Profiling a short running Java applications has a couple of technical difficulties:
- Profiling tools typically work by sampling the processor's SP or PC register periodically to see where the application is currently executing. If your application is short-lived, insufficient samples may be taken to get an accurate picture.
You can address this by modifying the application to run a number of times in a loop, as suggested by @Mike. You'll have problems if your app calls System.exit()

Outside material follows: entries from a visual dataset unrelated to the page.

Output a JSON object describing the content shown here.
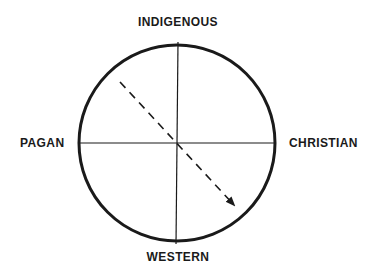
{
  "diagram": {
    "labels": {
      "top": "INDIGENOUS",
      "bottom": "WESTERN",
      "left": "PAGAN",
      "right": "CHRISTIAN"
    },
    "arrow": {
      "style": "dashed",
      "direction": "from upper-left (Pagan/Indigenous quadrant) to lower-right (Christian/Western quadrant)"
    },
    "colors": {
      "stroke": "#1a1a1a",
      "background": "#ffffff"
    }
  }
}
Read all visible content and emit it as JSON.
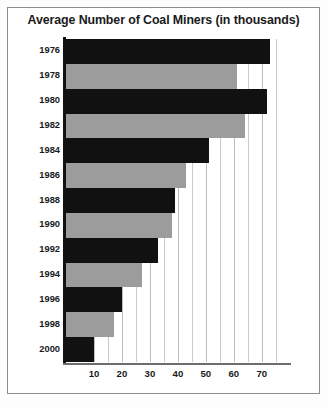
{
  "chart_data": {
    "type": "bar",
    "orientation": "horizontal",
    "title": "Average Number of Coal Miners (in thousands)",
    "xlabel": "",
    "ylabel": "",
    "categories": [
      "1976",
      "1978",
      "1980",
      "1982",
      "1984",
      "1986",
      "1988",
      "1990",
      "1992",
      "1994",
      "1996",
      "1998",
      "2000"
    ],
    "values": [
      73,
      61,
      72,
      64,
      51,
      43,
      39,
      38,
      33,
      27,
      20,
      17,
      10
    ],
    "series": [
      {
        "name": "Average Number of Coal Miners (in thousands)",
        "values": [
          73,
          61,
          72,
          64,
          51,
          43,
          39,
          38,
          33,
          27,
          20,
          17,
          10
        ]
      }
    ],
    "bar_colors": [
      "#111111",
      "#9c9c9c",
      "#111111",
      "#9c9c9c",
      "#111111",
      "#9c9c9c",
      "#111111",
      "#9c9c9c",
      "#111111",
      "#9c9c9c",
      "#111111",
      "#9c9c9c",
      "#111111"
    ],
    "xticks": [
      10,
      20,
      30,
      40,
      50,
      60,
      70
    ],
    "xtick_labels": [
      "10",
      "20",
      "30",
      "40",
      "50",
      "60",
      "70"
    ],
    "xlim": [
      0,
      79
    ],
    "gridlines": [
      5,
      10,
      15,
      20,
      25,
      30,
      35,
      40,
      45,
      50,
      55,
      60,
      65,
      70,
      75
    ],
    "grid": true,
    "legend": null,
    "colors": {
      "bar_dark": "#111111",
      "bar_light": "#9c9c9c",
      "grid": "#c9c9c9",
      "axis": "#111111",
      "frame": "#8e8e8e",
      "background": "#ffffff",
      "text": "#1a1a1a"
    }
  }
}
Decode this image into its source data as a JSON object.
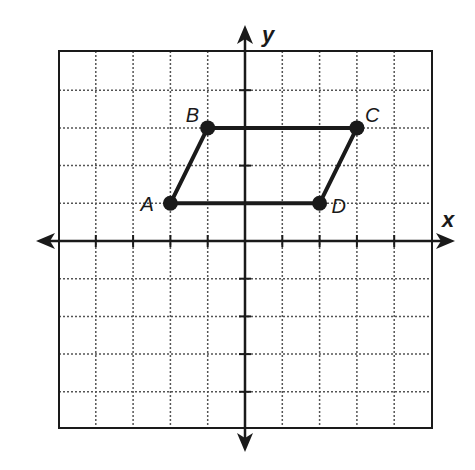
{
  "figure": {
    "type": "coordinate-plane",
    "x_axis_label": "x",
    "y_axis_label": "y",
    "grid": {
      "xmin": -5,
      "xmax": 5,
      "ymin": -5,
      "ymax": 5,
      "step": 1,
      "style": "dotted"
    },
    "colors": {
      "ink": "#1a1a1a",
      "grid": "#555555",
      "background": "#ffffff"
    }
  },
  "shape": {
    "name": "parallelogram ABCD",
    "vertices": [
      {
        "label": "A",
        "x": -2,
        "y": 1
      },
      {
        "label": "B",
        "x": -1,
        "y": 3
      },
      {
        "label": "C",
        "x": 3,
        "y": 3
      },
      {
        "label": "D",
        "x": 2,
        "y": 1
      }
    ]
  },
  "chart_data": {
    "type": "scatter",
    "title": "",
    "xlabel": "x",
    "ylabel": "y",
    "xlim": [
      -5,
      5
    ],
    "ylim": [
      -5,
      5
    ],
    "grid": true,
    "series": [
      {
        "name": "ABCD",
        "closed_polygon": true,
        "points": [
          {
            "label": "A",
            "x": -2,
            "y": 1
          },
          {
            "label": "B",
            "x": -1,
            "y": 3
          },
          {
            "label": "C",
            "x": 3,
            "y": 3
          },
          {
            "label": "D",
            "x": 2,
            "y": 1
          }
        ]
      }
    ]
  }
}
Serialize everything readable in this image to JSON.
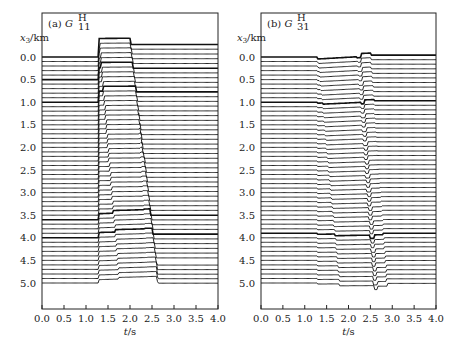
{
  "chart_data": [
    {
      "type": "line",
      "subtype": "seismogram-wiggle-traces",
      "title": "(a) G_11^H",
      "panel_label": "(a)",
      "symbol": "G",
      "subscript": "11",
      "superscript": "H",
      "xlabel": "t/s",
      "ylabel": "x3/km",
      "xlim": [
        0.0,
        4.0
      ],
      "ylim": [
        5.3,
        -0.7
      ],
      "xticks": [
        "0.0",
        "0.5",
        "1.0",
        "1.5",
        "2.0",
        "2.5",
        "3.0",
        "3.5",
        "4.0"
      ],
      "yticks": [
        "0.0",
        "0.5",
        "1.0",
        "1.5",
        "2.0",
        "2.5",
        "3.0",
        "3.5",
        "4.0",
        "4.5",
        "5.0"
      ],
      "grid": false,
      "trace_spacing_km": 0.1,
      "trace_count": 51,
      "bold_traces_km": [
        0.0,
        0.5,
        1.0,
        3.6,
        4.0
      ],
      "onset_time_s": 1.3,
      "features": {
        "direct_arrival_step_km": 0.3,
        "p_arrival_slope_s_per_km": 0.09,
        "s_arrival_start_s": 2.1,
        "s_arrival_slope_s_per_km": 0.1,
        "end_time_s": 2.6
      }
    },
    {
      "type": "line",
      "subtype": "seismogram-wiggle-traces",
      "title": "(b) G_31^H",
      "panel_label": "(b)",
      "symbol": "G",
      "subscript": "31",
      "superscript": "H",
      "xlabel": "t/s",
      "ylabel": "x3/km",
      "xlim": [
        0.0,
        4.0
      ],
      "ylim": [
        5.3,
        -0.7
      ],
      "xticks": [
        "0.0",
        "0.5",
        "1.0",
        "1.5",
        "2.0",
        "2.5",
        "3.0",
        "3.5",
        "4.0"
      ],
      "yticks": [
        "0.0",
        "0.5",
        "1.0",
        "1.5",
        "2.0",
        "2.5",
        "3.0",
        "3.5",
        "4.0",
        "4.5",
        "5.0"
      ],
      "grid": false,
      "trace_spacing_km": 0.1,
      "trace_count": 51,
      "bold_traces_km": [
        0.0,
        1.0,
        3.9
      ],
      "onset_time_s": 1.3,
      "features": {
        "p_arrival_slope_s_per_km": 0.1,
        "s_arrival_start_s": 2.2,
        "s_arrival_slope_s_per_km": 0.09,
        "end_time_s": 2.65
      }
    }
  ],
  "panels": [
    {
      "id": "a",
      "label": "(a)",
      "sym": "G",
      "sub": "11",
      "sup": "H",
      "ylabel_main": "x",
      "ylabel_sub": "3",
      "ylabel_unit": "/km",
      "xlabel_var": "t",
      "xlabel_unit": "/s"
    },
    {
      "id": "b",
      "label": "(b)",
      "sym": "G",
      "sub": "31",
      "sup": "H",
      "ylabel_main": "x",
      "ylabel_sub": "3",
      "ylabel_unit": "/km",
      "xlabel_var": "t",
      "xlabel_unit": "/s"
    }
  ]
}
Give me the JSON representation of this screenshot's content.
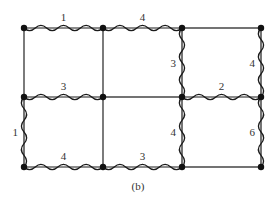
{
  "diagram": {
    "caption": "(b)",
    "colors": {
      "line": "#1a1a1a",
      "node": "#111111",
      "label": "#333333",
      "background": "#ffffff"
    },
    "grid": {
      "cols_x": [
        24,
        103,
        182,
        261
      ],
      "rows_y": [
        28,
        97,
        167
      ]
    },
    "nodes": [
      {
        "id": "n00",
        "x": 24,
        "y": 28
      },
      {
        "id": "n01",
        "x": 103,
        "y": 28
      },
      {
        "id": "n02",
        "x": 182,
        "y": 28
      },
      {
        "id": "n03",
        "x": 261,
        "y": 28
      },
      {
        "id": "n10",
        "x": 24,
        "y": 97
      },
      {
        "id": "n11",
        "x": 103,
        "y": 97
      },
      {
        "id": "n12",
        "x": 182,
        "y": 97
      },
      {
        "id": "n13",
        "x": 261,
        "y": 97
      },
      {
        "id": "n20",
        "x": 24,
        "y": 167
      },
      {
        "id": "n21",
        "x": 103,
        "y": 167
      },
      {
        "id": "n22",
        "x": 182,
        "y": 167
      },
      {
        "id": "n23",
        "x": 261,
        "y": 167
      }
    ],
    "edges": [
      {
        "from": "n00",
        "to": "n01",
        "style": "wavy",
        "label": "1"
      },
      {
        "from": "n01",
        "to": "n02",
        "style": "wavy",
        "label": "4"
      },
      {
        "from": "n02",
        "to": "n03",
        "style": "straight",
        "label": ""
      },
      {
        "from": "n10",
        "to": "n11",
        "style": "wavy",
        "label": "3"
      },
      {
        "from": "n11",
        "to": "n12",
        "style": "straight",
        "label": ""
      },
      {
        "from": "n12",
        "to": "n13",
        "style": "wavy",
        "label": "2"
      },
      {
        "from": "n20",
        "to": "n21",
        "style": "wavy",
        "label": "4"
      },
      {
        "from": "n21",
        "to": "n22",
        "style": "wavy",
        "label": "3"
      },
      {
        "from": "n22",
        "to": "n23",
        "style": "straight",
        "label": ""
      },
      {
        "from": "n00",
        "to": "n10",
        "style": "straight",
        "label": ""
      },
      {
        "from": "n01",
        "to": "n11",
        "style": "straight",
        "label": ""
      },
      {
        "from": "n02",
        "to": "n12",
        "style": "wavy",
        "label": "3"
      },
      {
        "from": "n03",
        "to": "n13",
        "style": "wavy",
        "label": "4"
      },
      {
        "from": "n10",
        "to": "n20",
        "style": "wavy",
        "label": "1"
      },
      {
        "from": "n11",
        "to": "n21",
        "style": "straight",
        "label": ""
      },
      {
        "from": "n12",
        "to": "n22",
        "style": "wavy",
        "label": "4"
      },
      {
        "from": "n13",
        "to": "n23",
        "style": "wavy",
        "label": "6"
      }
    ]
  }
}
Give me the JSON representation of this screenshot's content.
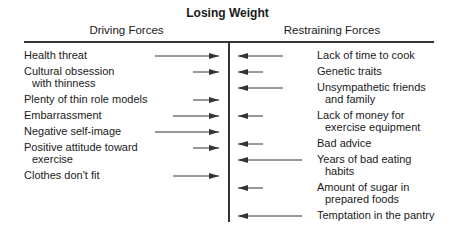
{
  "title": "Losing Weight",
  "headers": {
    "driving": "Driving Forces",
    "restraining": "Restraining Forces"
  },
  "driving_forces": [
    {
      "line1": "Health threat",
      "line2": "",
      "y": 49,
      "arrow_start": 155
    },
    {
      "line1": "Cultural obsession",
      "line2": "with thinness",
      "y": 65,
      "arrow_start": 193
    },
    {
      "line1": "Plenty of thin role models",
      "line2": "",
      "y": 93,
      "arrow_start": 193
    },
    {
      "line1": "Embarrassment",
      "line2": "",
      "y": 109,
      "arrow_start": 173
    },
    {
      "line1": "Negative self-image",
      "line2": "",
      "y": 125,
      "arrow_start": 155
    },
    {
      "line1": "Positive attitude toward",
      "line2": "exercise",
      "y": 141,
      "arrow_start": 193
    },
    {
      "line1": "Clothes don't fit",
      "line2": "",
      "y": 169,
      "arrow_start": 173
    }
  ],
  "restraining_forces": [
    {
      "line1": "Lack of time to cook",
      "line2": "",
      "y": 49,
      "arrow_end": 283
    },
    {
      "line1": "Genetic traits",
      "line2": "",
      "y": 65,
      "arrow_end": 263
    },
    {
      "line1": "Unsympathetic friends",
      "line2": "and family",
      "y": 81,
      "arrow_end": 283
    },
    {
      "line1": "Lack of money for",
      "line2": "exercise equipment",
      "y": 109,
      "arrow_end": 263
    },
    {
      "line1": "Bad advice",
      "line2": "",
      "y": 137,
      "arrow_end": 263
    },
    {
      "line1": "Years of bad eating",
      "line2": "habits",
      "y": 153,
      "arrow_end": 302
    },
    {
      "line1": "Amount of sugar in",
      "line2": "prepared foods",
      "y": 181,
      "arrow_end": 263
    },
    {
      "line1": "Temptation in the pantry",
      "line2": "",
      "y": 209,
      "arrow_end": 302
    }
  ],
  "colors": {
    "line": "#333333",
    "text": "#1a1a1a",
    "background": "#ffffff"
  }
}
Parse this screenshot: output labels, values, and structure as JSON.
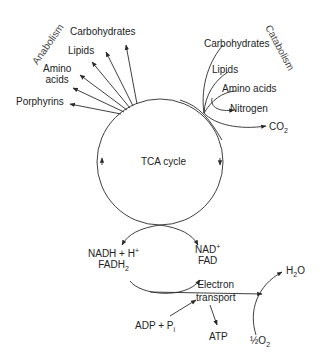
{
  "diagram": {
    "center_label": "TCA cycle",
    "anabolism": {
      "heading": "Anabolism",
      "products": [
        "Carbohydrates",
        "Lipids",
        "Amino acids",
        "Porphyrins"
      ],
      "amino_line1": "Amino",
      "amino_line2": "acids"
    },
    "catabolism": {
      "heading": "Catabolism",
      "inputs": [
        "Carbohydrates",
        "Lipids",
        "Amino acids"
      ],
      "outputs": [
        "Nitrogen",
        "CO2"
      ],
      "co2_base": "CO",
      "co2_sub": "2"
    },
    "redox": {
      "reduced_line1": "NADH + H",
      "reduced_sup": "+",
      "reduced_line2_base": "FADH",
      "reduced_line2_sub": "2",
      "oxidized_line1": "NAD",
      "oxidized_sup": "+",
      "oxidized_line2": "FAD"
    },
    "electron_transport": {
      "line1": "Electron",
      "line2": "transport"
    },
    "phosphorylation": {
      "adp_text": "ADP + P",
      "adp_sub": "i",
      "atp": "ATP"
    },
    "oxygen": {
      "input_prefix": "½O",
      "input_sub": "2",
      "water_base": "H",
      "water_sub": "2",
      "water_suffix": "O"
    },
    "colors": {
      "line": "#2a2a2a",
      "text": "#222222",
      "background": "#ffffff"
    }
  }
}
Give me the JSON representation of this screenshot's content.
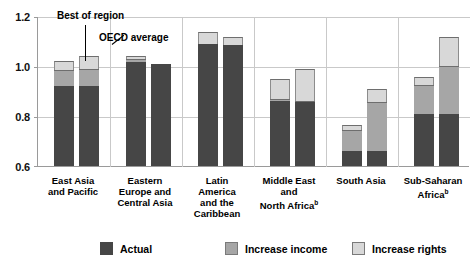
{
  "chart_data": {
    "type": "bar",
    "subtype": "grouped-stacked",
    "title": "",
    "xlabel": "",
    "ylabel": "",
    "ylim": [
      0.6,
      1.2
    ],
    "yticks": [
      "0.6",
      "0.8",
      "1.0",
      "1.2"
    ],
    "ytick_values": [
      0.6,
      0.8,
      1.0,
      1.2
    ],
    "grid": true,
    "legend_position": "bottom",
    "categories": [
      "East Asia and Pacific",
      "Eastern Europe and Central Asia",
      "Latin America and the Caribbean",
      "Middle East and North Africa",
      "South Asia",
      "Sub-Saharan Africa"
    ],
    "bar_groups": [
      "Best of region",
      "OECD average"
    ],
    "stack_order": [
      "Actual",
      "Increase income",
      "Increase rights"
    ],
    "series": [
      {
        "name": "Actual",
        "color": "#464646",
        "values_best": [
          0.92,
          1.015,
          1.09,
          0.86,
          0.66,
          0.81
        ],
        "values_oecd": [
          0.92,
          1.01,
          1.085,
          0.855,
          0.66,
          0.81
        ]
      },
      {
        "name": "Increase income",
        "color": "#a6a6a6",
        "values_best": [
          0.985,
          1.03,
          1.09,
          0.87,
          0.745,
          0.925
        ],
        "values_oecd": [
          0.99,
          1.01,
          1.085,
          0.862,
          0.855,
          1.0
        ]
      },
      {
        "name": "Increase rights",
        "color": "#d8d8d8",
        "values_best": [
          1.02,
          1.04,
          1.135,
          0.95,
          0.765,
          0.955
        ],
        "values_oecd": [
          1.04,
          1.01,
          1.115,
          0.99,
          0.91,
          1.115
        ]
      }
    ],
    "annotations": [
      {
        "text": "Best of region",
        "target": "East Asia and Pacific / Best of region bar"
      },
      {
        "text": "OECD average",
        "target": "East Asia and Pacific / OECD average bar"
      }
    ]
  },
  "axis": {
    "y_ticks": [
      {
        "label": "1.2",
        "value": 1.2
      },
      {
        "label": "1.0",
        "value": 1.0
      },
      {
        "label": "0.8",
        "value": 0.8
      },
      {
        "label": "0.6",
        "value": 0.6
      }
    ]
  },
  "annotations": {
    "best_of_region": "Best of region",
    "oecd_average": "OECD average"
  },
  "categories": [
    {
      "line1": "East Asia",
      "line2": "and Pacific",
      "line3": "",
      "line4": "",
      "sup": ""
    },
    {
      "line1": "Eastern",
      "line2": "Europe and",
      "line3": "Central Asia",
      "line4": "",
      "sup": ""
    },
    {
      "line1": "Latin",
      "line2": "America",
      "line3": "and the",
      "line4": "Caribbean",
      "sup": ""
    },
    {
      "line1": "Middle East",
      "line2": "and",
      "line3": "North Africa",
      "line4": "",
      "sup": "b"
    },
    {
      "line1": "South Asia",
      "line2": "",
      "line3": "",
      "line4": "",
      "sup": ""
    },
    {
      "line1": "Sub-Saharan",
      "line2": "Africa",
      "line3": "",
      "line4": "",
      "sup": "b"
    }
  ],
  "legend": {
    "items": [
      {
        "label": "Actual",
        "color": "#464646"
      },
      {
        "label": "Increase income",
        "color": "#a6a6a6"
      },
      {
        "label": "Increase rights",
        "color": "#d8d8d8"
      }
    ]
  }
}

, but the main problem is ...
- The performance characteristics of a short-lived Java application are likely to be distorted by JVM warm-up effects. A lot of time will be spent in loading the classes required by your app. Then your code (and library code) will be interpreted for a bit, until the JIT compiler has figured out what needs to be compiled to native code. Finally, the JIT compiler will spend time doing its work.
I don't know if profilers attempt to compensate to for JVM warmup effects. But even if they do, these effects influence your applications real behavior, and there is not a great deal that the application developer can do to mitigate them.
Returning to my previous point ... if you run a short lived app in a loop you are actually doing something that modifies its normal execution pattern and removes the JVM warmup component. So when you optimize the method that takes (say) 50% of the execution time in the modified app, that is really 50% of the time excluding JVM warmup. If JVM warmup is using (say) 80% of the execution time when the app is executed normally, you are actually optimizing 50% of 20% ... and that is not worth the effort.